Maybe Safetica ought to send DHS one month free trail of its data leak prevention software!

When storytellers ‘hyperlink’ they still pull you back. Do you?

I had to explain what a hyperlink is to my class last week.

It’s odd to see, through the eyes of a new audience, how the words we take so much for granted, are really a tad arcane. Yet we continue to use words and phrases such as URLs (no-one cares what it stands for), Cloud, hyperlink.

But just to explain hyperlink by focusing on the word link, made me look of how stories used to be constructed in a pre-Internet era, with built-in hyper-links. The storyteller used his craft to send the listener to a place and then craftily pull him back, thereby enriching the story. The whole back-and-forth link-out/link-back process is how we intuitively learn to write. To keep an audience engaged. (for this experiment I am not using any hyperlinks in this post.)

Take Hamlet, for instance. When he speaks to the ghost of his father:

Yea, from the table of my memory

I’ll wipe away all trivial fond records,

All saws of books, all forms, all pressures past,

That youth and observation copied there;

Shakespeare piles on metaphors of books, records, copying etc, to take the audience –an outbound link– to a place that provides some background to Hamlet’s state of confused state of mind, his ‘distracted globe.’

Now, nearly 400 years later, even as we experiment with ‘media snacking,’ we are increasingly aware that we don’t advance knowledge by reading headlines and summaries.

But while an actor could pull us back, we who abuse the hyperlink (just to show we know more about a topic), inadvertently encourage readers to drift off into some abyss.

Hamlet was, by his own admission,  ‘distracted,’ but he made sure we are not!

What could digital storytellers use to pull an audience back, to enlarge the story?

Citizens’ voices matter

A few years ago I conducted a series of webinar-style workshops for the U.S. State Department, for content creators, educators, marketers and those in traditional and new media. The workshops were called  “Passport to Digital Citizenship.”

I was convinced that citizen’s voices would be valuable, and –despite technological barriers and people who would try to keep them quiet– they could be heard.

So today, as my book is about to launch, I am thrilled to see this report by CNN on the importance of citizen-driven media.
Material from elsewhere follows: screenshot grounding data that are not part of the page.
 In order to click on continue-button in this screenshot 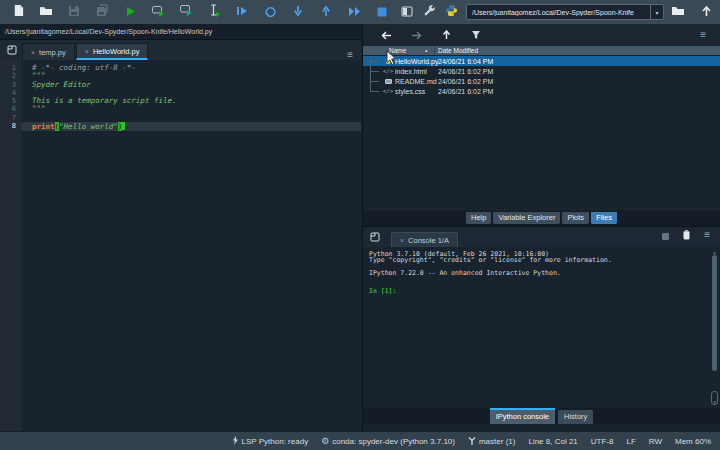, I will do `click(354, 12)`.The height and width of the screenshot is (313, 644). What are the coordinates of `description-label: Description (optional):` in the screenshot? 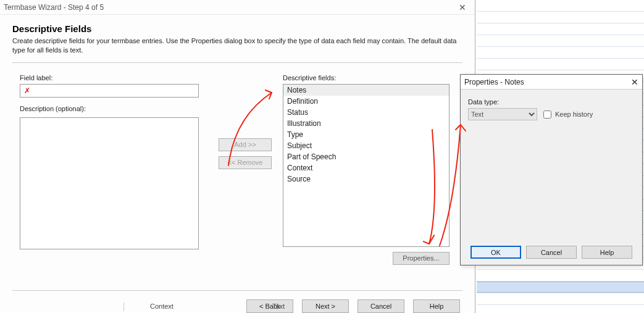 It's located at (109, 109).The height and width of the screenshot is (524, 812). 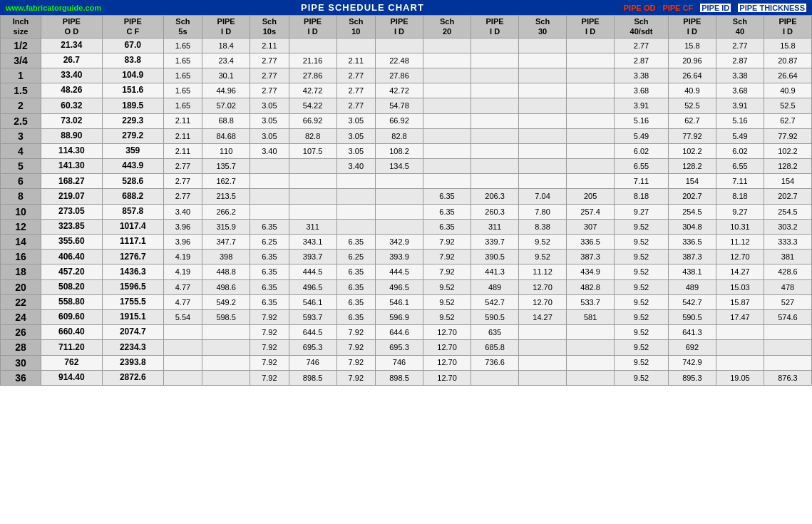 I want to click on pipe-cf-cell: 2393.8, so click(x=133, y=362).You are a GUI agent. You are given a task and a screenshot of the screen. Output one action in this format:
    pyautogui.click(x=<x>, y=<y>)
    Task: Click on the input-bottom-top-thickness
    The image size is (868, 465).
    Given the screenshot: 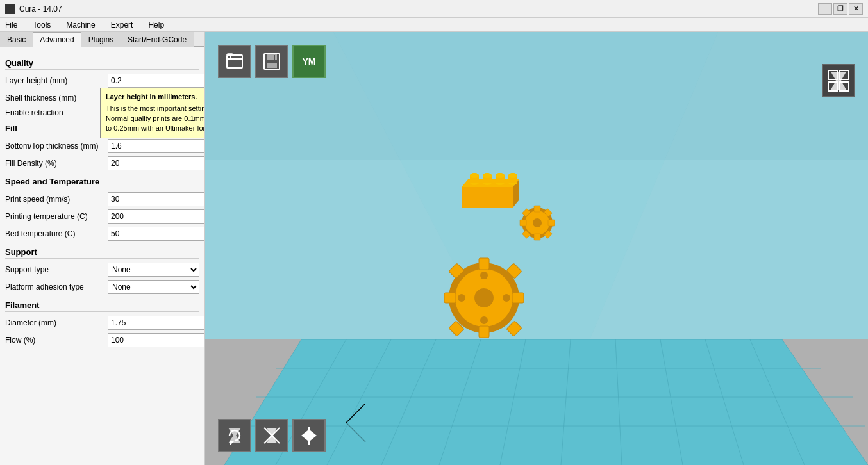 What is the action you would take?
    pyautogui.click(x=156, y=146)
Journalism has been forever changed — I’d argue for the better — thanks to the fact that people can interact with media organizations and share their opinions, personal stories, and photos and videos of news as it happens. This year’s nominated iReports are prime examples of how participatory storytelling can positively affect the way we cover and understand the news. 

(“36 stories that prove citizen journalism matters.” By Katie Hawkins-Gaar, CNN | Wed April 3, 2013 )

When we talk of  ‘participatory journalism’ we mean that ‘CitJos’ work alongside traditional media. They are not here as a replacement model, but to complement the changing media industry. Of the 100,000 citizen stories submitted to CNNiReport.com in 2012, they used 10,789 –having vetted them first.

I just interviewed the creator of a leading citizen journalist outfit in South Asia, and he stressed the importance of community guidelines, and careful design.

Citizen journalism, and the power of citizen voices is a big section in my book, Chat Republic.